ANU PhD Pre-Fieldwork Seminar by Elena Williams: Transforming the self, transforming the relationship? Understanding the impact of study abroad programs on Australia-Indonesia people-to-people relationship building

Please join us for Elena Williams’s Pre-Fieldwork Seminar on 13 August 2021

Title: Transforming the self, transforming the relationship? Understanding the impact of study abroad programs on Australia-Indonesia people-to-people relationship building

Speaker: Elena Williams

Date and Time: 13 August 2021 (Friday), 3-5 p.m.

Via Zoom: https://anu.zoom.us/j/4604539898?pwd=UzhNTDkxNWlBd0lESGQxSmJhYW9xUT09

Meeting ID: 460 453 9898 Password: 509665

Abstract:  Study abroad programs between Australia and Indonesia have grown significantly in recent decades through a framework of ‘international education as public diplomacy’. Higher education institutions globally have embedded learning abroad programs as a key strategy in their efforts to ‘internationalise’ degree programs and provide graduates with ‘employability’, ‘intercultural’ and ‘global citizenship’ prospects in an increasingly globalised labour force. In Australia, there has been a significant increase in the number of students travelling to the ‘Indo-Pacific’ region, largely the result of funding made available through the Department of Foreign Affairs and Trade’s (DFAT’s) ‘New Colombo Plan (NCP)’ scholarship scheme since 2014. Yet, despite this increase in Australian outbound mobility to the region, and Indonesia’s prominence as a destination, gaps remain in scholarly accounts of study abroad’s impact in the lives of Australian students and Indonesian host communities. In particular, an assumption emerges across the literature that a student ‘self’ will be transformed by a study abroad experience, then convert this personal transformation by making positive contributions to the bilateral relationship.

Through a case study of the longest-running facilitator of study abroad programs to Indonesia, the Australian Consortium for ‘In-Country’ Indonesian Studies (ACICIS), my research interrogates this problem by speaking directly with students and host communities about their experiences of NCP-funded study abroad programs to Indonesia. By centring the experiences of students and host communities to redefine and reconceptualise what ‘impact’ means to them in their own lives, this research will generate evidence-based data grounded in participants’ lived experience of study abroad. This is significant as student and host community voices have often been minimised or excluded in the literature, despite their potential to enrich scholarly understanding of participants’ lived experiences of Australia-Indonesia study abroad programs, and their capacity for bilateral relationship building. This project will contribute to academic literature in International Education, Anthropology and Indonesian Studies by elucidating student and host community pathways of impact to transformation, interrogating whether personal transformations lead to collective, bilateral transformations. This research also aims to contribute not only to scholarly literature, but also to government and university policy setting for future Australia-Indonesia study abroad programs.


→ **TASK**: Only lines containing the string "shown" belong in the answer; copy all of them from the entries.

Dataset rows about figures

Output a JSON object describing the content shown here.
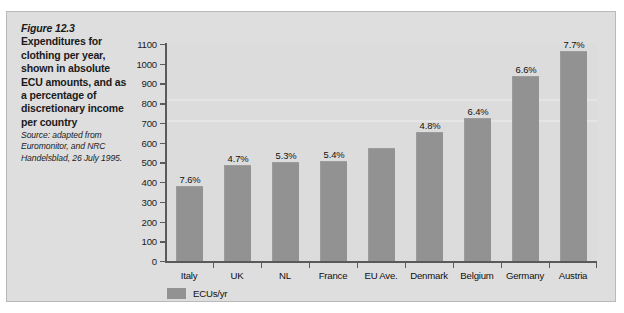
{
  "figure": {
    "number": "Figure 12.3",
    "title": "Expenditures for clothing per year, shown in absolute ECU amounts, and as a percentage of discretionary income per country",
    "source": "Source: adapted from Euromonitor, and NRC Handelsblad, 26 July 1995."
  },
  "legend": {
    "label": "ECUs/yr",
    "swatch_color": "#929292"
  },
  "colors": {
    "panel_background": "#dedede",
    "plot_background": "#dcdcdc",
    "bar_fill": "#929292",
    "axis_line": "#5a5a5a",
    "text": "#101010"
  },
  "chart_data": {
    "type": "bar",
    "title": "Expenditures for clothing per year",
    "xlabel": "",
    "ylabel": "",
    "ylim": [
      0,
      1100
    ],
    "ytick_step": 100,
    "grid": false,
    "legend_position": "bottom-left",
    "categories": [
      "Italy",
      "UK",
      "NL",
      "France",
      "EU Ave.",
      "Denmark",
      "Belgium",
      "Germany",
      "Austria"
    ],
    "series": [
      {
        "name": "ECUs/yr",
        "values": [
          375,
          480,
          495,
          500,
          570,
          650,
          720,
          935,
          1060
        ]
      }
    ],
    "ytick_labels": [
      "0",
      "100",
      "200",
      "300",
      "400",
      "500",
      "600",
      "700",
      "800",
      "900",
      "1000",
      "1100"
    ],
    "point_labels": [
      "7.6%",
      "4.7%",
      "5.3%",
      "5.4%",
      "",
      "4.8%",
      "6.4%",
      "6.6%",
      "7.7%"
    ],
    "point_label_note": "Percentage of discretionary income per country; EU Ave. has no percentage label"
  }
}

→ **SOLUTION BELOW**:
Output a JSON object describing the content shown here.
    "title": "Expenditures for clothing per year, shown in absolute ECU amounts, and as a percentage of discretionary income per country",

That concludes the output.